When I finally retired, I left an automated factory that was just a few operations short of  lights-out. The investment cost required to produce a single part cost between $500,000-750,000. The man in China invested $50,000 and used dollar an hour labor to do the rest.

When you here the politicians and unions demanding high paying jobs think about this: What kind of job is a high paying factory job today? What kind of people do we have ready to work? Do they have the credentials to work in a high paying jobs factory? Will those factories compete with Chinese labor?

Here are some videos to show you the difference between high paying factory jobs.

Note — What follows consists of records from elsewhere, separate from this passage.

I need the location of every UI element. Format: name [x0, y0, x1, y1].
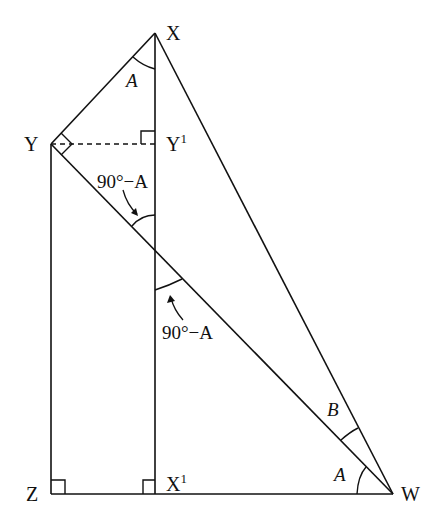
angle-label-x: A	[124, 70, 138, 91]
angle-arc-w-upper	[341, 428, 358, 440]
angle-arc-w-lower	[357, 467, 366, 494]
segment-yw	[51, 144, 393, 494]
right-angle-marker-y1	[141, 131, 155, 144]
label-x1: X1	[166, 471, 187, 495]
label-w: W	[401, 483, 420, 505]
label-z: Z	[26, 483, 38, 505]
segment-xw	[155, 33, 393, 494]
geometry-diagram: X Y Y1 Z X1 W A 90°−A 90°−A B A	[0, 0, 427, 530]
angle-label-lower: 90°−A	[162, 322, 213, 343]
angle-arc-x	[133, 57, 155, 69]
arrowhead-lower	[167, 295, 175, 303]
angle-label-upper: 90°−A	[97, 171, 148, 192]
label-y1: Y1	[166, 131, 187, 155]
angle-label-w-upper: B	[327, 399, 339, 420]
right-angle-marker-z	[51, 480, 65, 494]
segment-xy	[51, 33, 155, 144]
angle-label-w-lower: A	[332, 464, 346, 485]
label-y: Y	[24, 133, 38, 155]
angle-arc-lower	[155, 279, 182, 290]
label-x: X	[166, 22, 181, 44]
right-angle-marker-x1	[143, 480, 155, 494]
angle-arc-upper	[132, 215, 155, 226]
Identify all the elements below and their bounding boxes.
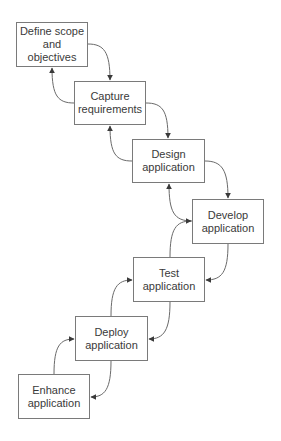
arrow-deploy-to-test [111,280,132,316]
step-develop-application: Develop application [192,199,264,244]
step-enhance-application: Enhance application [18,374,90,419]
step-label: Develop application [202,209,255,235]
arrow-design-to-develop [205,161,228,198]
arrow-develop-to-test [206,244,228,280]
step-label: Enhance application [28,384,81,410]
arrow-define-to-capture [88,44,110,80]
arrow-develop-to-design [169,184,192,221]
step-label: Deploy application [85,326,138,352]
arrow-test-to-develop [170,221,191,257]
arrow-enhance-to-deploy [54,339,74,374]
arrow-deploy-to-enhance [91,361,111,397]
step-capture-requirements: Capture requirements [74,81,146,125]
step-deploy-application: Deploy application [75,316,148,361]
step-define-scope: Define scope and objectives [16,22,88,67]
arrow-capture-to-define [52,68,74,103]
step-test-application: Test application [133,257,205,302]
step-label: Capture requirements [78,90,142,116]
step-label: Test application [143,267,196,293]
step-label: Define scope and objectives [17,25,87,64]
step-label: Design application [142,148,195,174]
arrow-design-to-capture [110,126,132,161]
step-design-application: Design application [132,139,205,183]
arrow-capture-to-design [146,103,168,138]
arrow-test-to-deploy [149,302,170,339]
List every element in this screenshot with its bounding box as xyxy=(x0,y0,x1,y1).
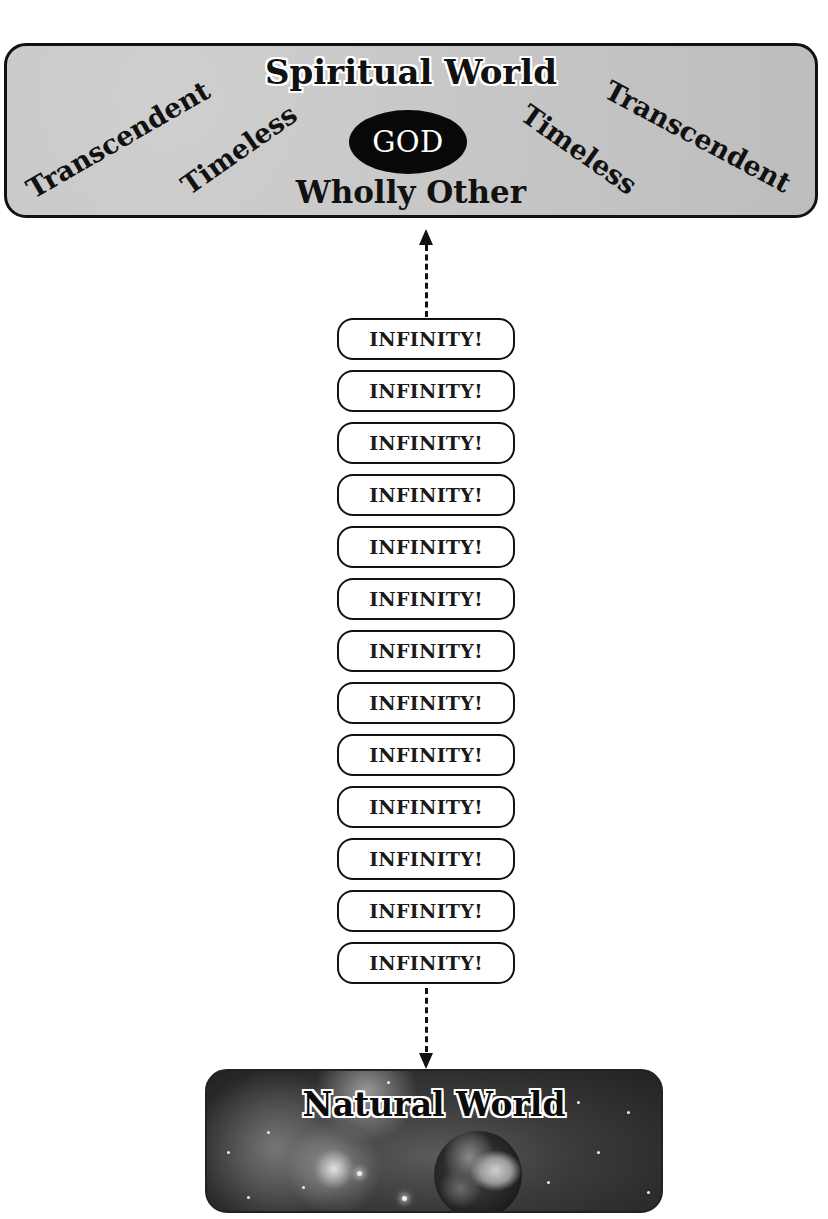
infinity-pill: INFINITY! xyxy=(337,370,515,412)
star-icon xyxy=(267,1131,270,1134)
spiritual-world-box: Spiritual World Transcendent Timeless GO… xyxy=(4,43,818,218)
infinity-pill: INFINITY! xyxy=(337,630,515,672)
star-icon xyxy=(402,1196,407,1201)
arrow-down-icon xyxy=(419,1053,433,1069)
star-icon xyxy=(357,1171,362,1176)
infinity-pill: INFINITY! xyxy=(337,682,515,724)
star-icon xyxy=(597,1151,600,1154)
star-icon xyxy=(387,1081,390,1084)
natural-world-title: Natural World xyxy=(207,1085,661,1124)
infinity-pill: INFINITY! xyxy=(337,838,515,880)
infinity-pill: INFINITY! xyxy=(337,526,515,568)
infinity-pill: INFINITY! xyxy=(337,734,515,776)
god-oval: GOD xyxy=(349,110,467,174)
natural-world-box: Natural World xyxy=(205,1069,663,1213)
infinity-pill: INFINITY! xyxy=(337,422,515,464)
arrow-up-icon xyxy=(419,229,433,245)
wholly-other-label: Wholly Other xyxy=(7,174,815,210)
star-icon xyxy=(227,1151,230,1154)
infinity-pill: INFINITY! xyxy=(337,318,515,360)
infinity-stack: INFINITY! INFINITY! INFINITY! INFINITY! … xyxy=(337,318,515,994)
infinity-pill: INFINITY! xyxy=(337,890,515,932)
god-label: GOD xyxy=(372,125,444,159)
dashed-connector-top xyxy=(425,245,428,317)
star-icon xyxy=(247,1196,250,1199)
star-icon xyxy=(302,1186,305,1189)
infinity-pill: INFINITY! xyxy=(337,578,515,620)
star-icon xyxy=(547,1181,550,1184)
spiritual-world-title: Spiritual World xyxy=(7,52,815,92)
infinity-pill: INFINITY! xyxy=(337,942,515,984)
earth-icon xyxy=(434,1131,522,1213)
star-icon xyxy=(647,1191,650,1194)
dashed-connector-bottom xyxy=(425,988,428,1052)
infinity-pill: INFINITY! xyxy=(337,786,515,828)
infinity-pill: INFINITY! xyxy=(337,474,515,516)
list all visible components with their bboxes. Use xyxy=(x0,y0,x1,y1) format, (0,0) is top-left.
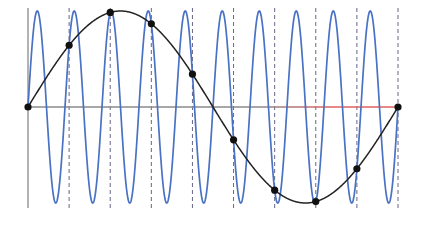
sample-point xyxy=(24,103,31,110)
sample-point xyxy=(230,136,237,143)
sample-point xyxy=(353,165,360,172)
sample-point xyxy=(394,103,401,110)
sample-point xyxy=(107,9,114,16)
aliasing-chart xyxy=(0,0,425,227)
sample-point xyxy=(312,198,319,205)
sample-point xyxy=(271,187,278,194)
sample-point xyxy=(66,42,73,49)
sample-point xyxy=(189,71,196,78)
sample-point xyxy=(148,20,155,27)
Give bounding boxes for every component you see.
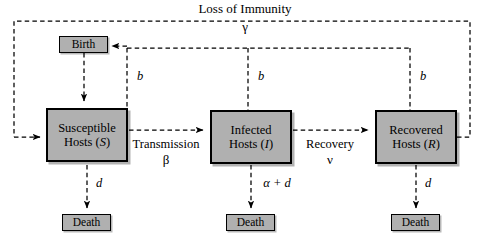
node-death-susceptible-label: Death (73, 216, 100, 229)
label-b-rate-susceptible: b (137, 70, 143, 84)
label-d-rate-susceptible: d (96, 177, 102, 191)
label-transmission: Transmission (133, 138, 200, 152)
label-alpha-plus-d-rate: α + d (263, 177, 291, 191)
node-death-infected-label: Death (237, 216, 264, 229)
node-birth-label: Birth (72, 38, 96, 51)
node-recovered-line1: Recovered (389, 123, 442, 137)
label-b-rate-infected: b (258, 70, 264, 84)
node-death-infected[interactable]: Death (226, 214, 275, 231)
label-beta-rate: β (163, 153, 170, 167)
node-birth[interactable]: Birth (59, 36, 108, 53)
node-susceptible-line1: Susceptible (58, 121, 116, 135)
label-loss-of-immunity: Loss of Immunity (198, 2, 291, 16)
node-death-susceptible[interactable]: Death (62, 214, 111, 231)
node-recovered-line2: Hosts (R) (392, 137, 440, 151)
node-infected-hosts[interactable]: Infected Hosts (I) (210, 110, 292, 164)
node-infected-line2: Hosts (I) (229, 137, 273, 151)
label-recovery: Recovery (306, 138, 354, 152)
node-recovered-symbol: R (428, 137, 436, 151)
label-gamma-rate: γ (242, 20, 248, 34)
node-susceptible-line2: Hosts (S) (64, 135, 110, 149)
node-recovered-hosts[interactable]: Recovered Hosts (R) (375, 110, 457, 164)
label-nu-rate: ν (327, 153, 333, 167)
node-death-recovered-label: Death (402, 216, 429, 229)
node-infected-line1: Infected (231, 123, 272, 137)
label-d-rate-recovered: d (425, 177, 431, 191)
node-death-recovered[interactable]: Death (391, 214, 440, 231)
sir-model-diagram: Birth Susceptible Hosts (S) Infected Hos… (0, 0, 484, 250)
node-susceptible-hosts[interactable]: Susceptible Hosts (S) (46, 108, 128, 162)
label-b-rate-recovered: b (420, 70, 426, 84)
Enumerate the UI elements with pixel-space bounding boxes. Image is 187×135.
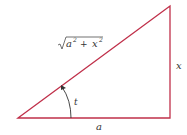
hypotenuse-plus: + [80,39,88,49]
angle-arc [62,87,71,118]
angle-label: t [74,97,78,107]
hypotenuse-x: x [92,38,98,49]
hypotenuse-x-exp: 2 [98,36,103,43]
right-triangle-diagram: a 2 + x 2 x a t [0,0,187,135]
vertical-side-label: x [176,60,182,71]
base-side-label: a [96,121,102,132]
triangle [18,6,170,118]
hypotenuse-a: a [66,38,72,49]
hypotenuse-a-exp: 2 [72,36,77,43]
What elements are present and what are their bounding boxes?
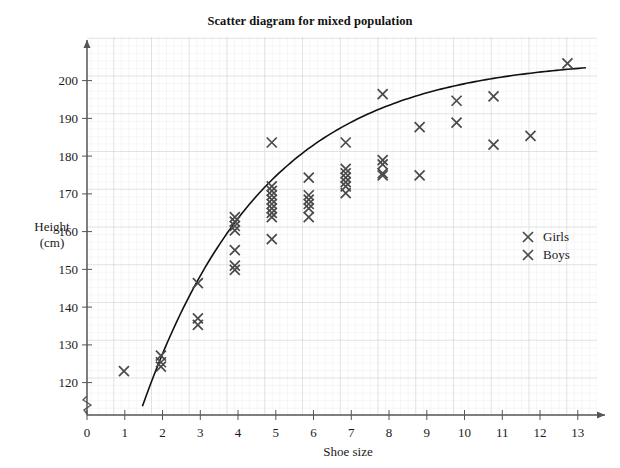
x-tick-8: 8 (386, 425, 393, 440)
y-tick-180: 180 (59, 149, 79, 164)
x-tick-9: 9 (424, 425, 431, 440)
x-tick-13: 13 (571, 425, 584, 440)
y-axis-title-units: (cm) (40, 235, 65, 250)
x-tick-0: 0 (84, 425, 91, 440)
y-axis-title-text: Height (34, 219, 70, 234)
x-tick-7: 7 (348, 425, 355, 440)
x-tick-12: 12 (534, 425, 547, 440)
y-tick-200: 200 (59, 73, 79, 88)
legend-label-girls: Girls (543, 229, 569, 244)
y-tick-150: 150 (59, 262, 79, 277)
x-tick-4: 4 (235, 425, 242, 440)
x-tick-labels: 0 1 2 3 4 5 6 7 8 9 10 11 12 13 (84, 425, 585, 440)
legend-label-boys: Boys (543, 247, 570, 262)
y-tick-120: 120 (59, 375, 79, 390)
y-tick-190: 190 (59, 111, 79, 126)
x-axis-title: Shoe size (323, 444, 373, 459)
x-tick-1: 1 (122, 425, 129, 440)
x-tick-2: 2 (159, 425, 166, 440)
x-tick-3: 3 (197, 425, 204, 440)
y-tick-170: 170 (59, 186, 79, 201)
x-tick-11: 11 (496, 425, 509, 440)
y-tick-140: 140 (59, 300, 79, 315)
y-tick-130: 130 (59, 337, 79, 352)
x-tick-10: 10 (458, 425, 471, 440)
x-tick-5: 5 (273, 425, 280, 440)
scatter-chart: Scatter diagram for mixed population (0, 0, 620, 468)
x-tick-6: 6 (310, 425, 317, 440)
plot-area: 120 130 140 150 160 170 180 190 200 Heig… (0, 0, 620, 468)
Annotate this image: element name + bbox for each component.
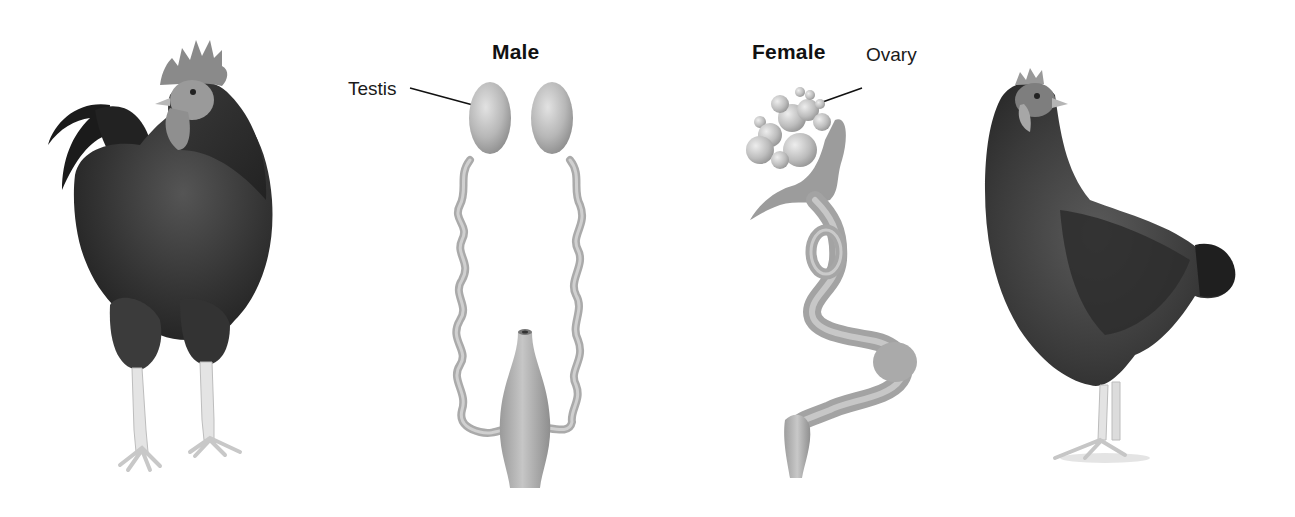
vagina [784, 415, 810, 478]
female-reproductive-diagram [0, 0, 1295, 517]
ovary [746, 87, 831, 169]
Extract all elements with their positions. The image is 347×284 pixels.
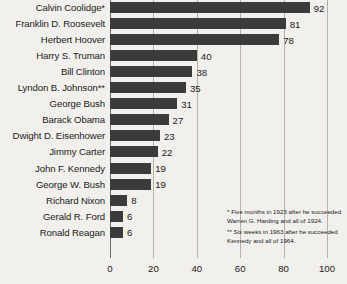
- bar: [110, 114, 169, 125]
- bar-category-label: Franklin D. Roosevelt: [0, 17, 105, 30]
- bar-row: Lyndon B. Johnson**35: [0, 80, 347, 96]
- bar-row: George W. Bush19: [0, 177, 347, 193]
- bar-value-label: 6: [127, 226, 132, 239]
- bar-category-label: George Bush: [0, 97, 105, 110]
- bar-value-label: 6: [127, 210, 132, 223]
- footnote: * Five months in 1923 after he succeeded…: [227, 208, 345, 225]
- bar-category-label: Ronald Reagan: [0, 226, 105, 239]
- bar-value-label: 92: [314, 2, 325, 15]
- bar-row: George Bush31: [0, 96, 347, 112]
- bar-category-label: Gerald R. Ford: [0, 210, 105, 223]
- bar-row: Herbert Hoover78: [0, 32, 347, 48]
- bar: [110, 34, 279, 45]
- bar-category-label: John F. Kennedy: [0, 162, 105, 175]
- bar-value-label: 19: [155, 162, 166, 175]
- bar: [110, 66, 192, 77]
- bar-value-label: 35: [190, 82, 201, 95]
- x-tick-label: 100: [319, 262, 335, 275]
- bar-row: Dwight D. Eisenhower23: [0, 128, 347, 144]
- bar-row: Franklin D. Roosevelt81: [0, 16, 347, 32]
- bar: [110, 211, 123, 222]
- bar: [110, 163, 151, 174]
- bar-row: Harry S. Truman40: [0, 48, 347, 64]
- bar-row: Richard Nixon8: [0, 193, 347, 209]
- bar: [110, 146, 158, 157]
- bar-value-label: 78: [283, 34, 294, 47]
- bar-category-label: Herbert Hoover: [0, 33, 105, 46]
- footnote: ** Six weeks in 1963 after he succeeded …: [227, 228, 345, 245]
- bar-value-label: 23: [164, 130, 175, 143]
- bar: [110, 227, 123, 238]
- bar-value-label: 38: [196, 66, 207, 79]
- bar-row: Jimmy Carter22: [0, 144, 347, 160]
- bar: [110, 18, 286, 29]
- bar-category-label: Harry S. Truman: [0, 49, 105, 62]
- x-tick-label: 60: [235, 262, 246, 275]
- bar: [110, 98, 177, 109]
- x-tick-label: 80: [278, 262, 289, 275]
- bar-value-label: 81: [290, 18, 301, 31]
- chart-footnotes: * Five months in 1923 after he succeeded…: [227, 208, 345, 245]
- bar-value-label: 27: [173, 114, 184, 127]
- bar-category-label: George W. Bush: [0, 178, 105, 191]
- x-tick-label: 20: [148, 262, 159, 275]
- bar-category-label: Calvin Coolidge*: [0, 1, 105, 14]
- bar-category-label: Bill Clinton: [0, 65, 105, 78]
- bar-value-label: 31: [181, 98, 192, 111]
- bar-row: Bill Clinton38: [0, 64, 347, 80]
- bar-value-label: 40: [201, 50, 212, 63]
- bar-value-label: 19: [155, 178, 166, 191]
- bar-category-label: Jimmy Carter: [0, 145, 105, 158]
- x-tick-label: 0: [107, 262, 112, 275]
- bar: [110, 50, 197, 61]
- bar: [110, 195, 127, 206]
- bar-row: Calvin Coolidge*92: [0, 0, 347, 16]
- bar-row: John F. Kennedy19: [0, 161, 347, 177]
- bar: [110, 82, 186, 93]
- bar-value-label: 22: [162, 146, 173, 159]
- bar-category-label: Dwight D. Eisenhower: [0, 129, 105, 142]
- x-tick-label: 40: [191, 262, 202, 275]
- bar-row: Barack Obama27: [0, 112, 347, 128]
- bar-category-label: Richard Nixon: [0, 194, 105, 207]
- x-axis: 020406080100: [110, 258, 327, 284]
- bar-category-label: Lyndon B. Johnson**: [0, 81, 105, 94]
- bar-category-label: Barack Obama: [0, 113, 105, 126]
- bar: [110, 130, 160, 141]
- bar: [110, 2, 310, 13]
- bar: [110, 179, 151, 190]
- bar-chart: Calvin Coolidge*92Franklin D. Roosevelt8…: [0, 0, 347, 284]
- bar-value-label: 8: [131, 194, 136, 207]
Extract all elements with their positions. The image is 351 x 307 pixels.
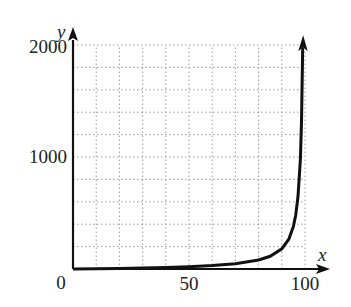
x-tick-100: 100 <box>291 273 320 294</box>
y-axis-arrow-icon <box>68 27 78 41</box>
y-tick-1000: 1000 <box>29 146 67 167</box>
x-tick-50: 50 <box>180 273 199 294</box>
y-tick-0: 0 <box>56 272 66 293</box>
y-tick-2000: 2000 <box>29 36 67 57</box>
data-curve <box>73 47 303 269</box>
chart: y x 2000 1000 0 50 100 <box>0 0 351 307</box>
x-axis-label: x <box>317 244 327 265</box>
grid <box>73 45 305 269</box>
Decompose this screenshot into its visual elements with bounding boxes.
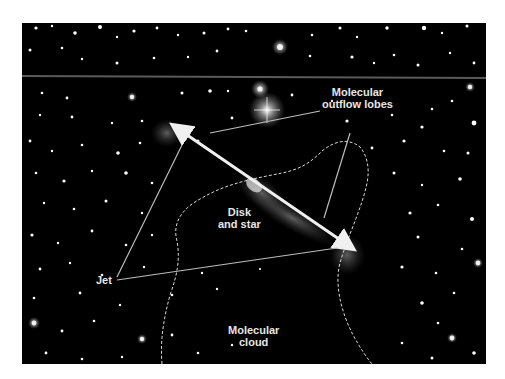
label-jet: Jet [96,274,112,286]
outflow-nebula [151,119,365,275]
label-line: Disk [218,206,261,218]
jet-arrow [174,126,352,248]
label-line: outflow lobes [322,98,393,110]
scan-line [22,76,486,78]
label-disk-and-star: Disk and star [218,206,261,230]
label-molecular-outflow-lobes: Molecular outflow lobes [322,86,393,110]
label-line: cloud [228,336,279,348]
astronomy-image: Molecular outflow lobes Disk and star Je… [22,23,486,364]
bright-star [272,39,288,55]
label-line: and star [218,218,261,230]
label-line: Molecular [322,86,393,98]
label-molecular-cloud: Molecular cloud [228,324,279,348]
label-line: Jet [96,274,112,286]
label-line: Molecular [228,324,279,336]
sky-field [22,23,486,364]
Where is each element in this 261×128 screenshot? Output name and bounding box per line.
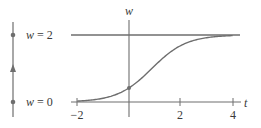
tick-label-4: 4 — [230, 108, 236, 122]
arrow-up-icon — [10, 64, 16, 72]
label-w-equals-0: w = 0 — [26, 95, 53, 109]
label-w-equals-2: w = 2 — [26, 28, 53, 42]
equilibrium-dot-w0 — [11, 100, 16, 105]
tick-label-2: 2 — [177, 108, 183, 122]
tick-label-minus-2: −2 — [71, 108, 84, 122]
phase-line — [10, 22, 16, 117]
solution-curve — [77, 36, 232, 102]
initial-condition-dot — [127, 86, 131, 90]
phase-line-and-solution-diagram: w = 2 w = 0 w t −2 2 4 — [0, 0, 261, 128]
w-axis-label: w — [125, 4, 133, 18]
t-axis-label: t — [244, 96, 248, 110]
equilibrium-dot-w2 — [11, 33, 16, 38]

The first one is an Apple factory in China, the second is a stamping plant in China (our stamping plants were never as crude or unsafe as this one), and finally a modern car manufacturer in Germany. When you watch the third video pay attention to the number of high paying workers assembling the cars.

1. Apple Factory ( a little long, but worth watching.)

2. Chinese stamping plant. Notice the six guys sitting around the die and ducking heads when the press comes down. During my 55 years of visiting factories I have never seen anything as crude or unsafe as the operation in this video in any US plant.

3. German car maker. The kind of jobs we envision when we talk about high paying union jobs.

The high paying jobs in the German factory involve skilled tradesmen far beyond the education level of the people we hope to use in our factories.

The USA is capable of matching the level of automation in the VW video above, I know, I worked to make such a process. We have the tool making, electronic, and engineering skills needed. What we don’t have are enough people who know how to read, and do simple math well enough to work on a complicated factory floor.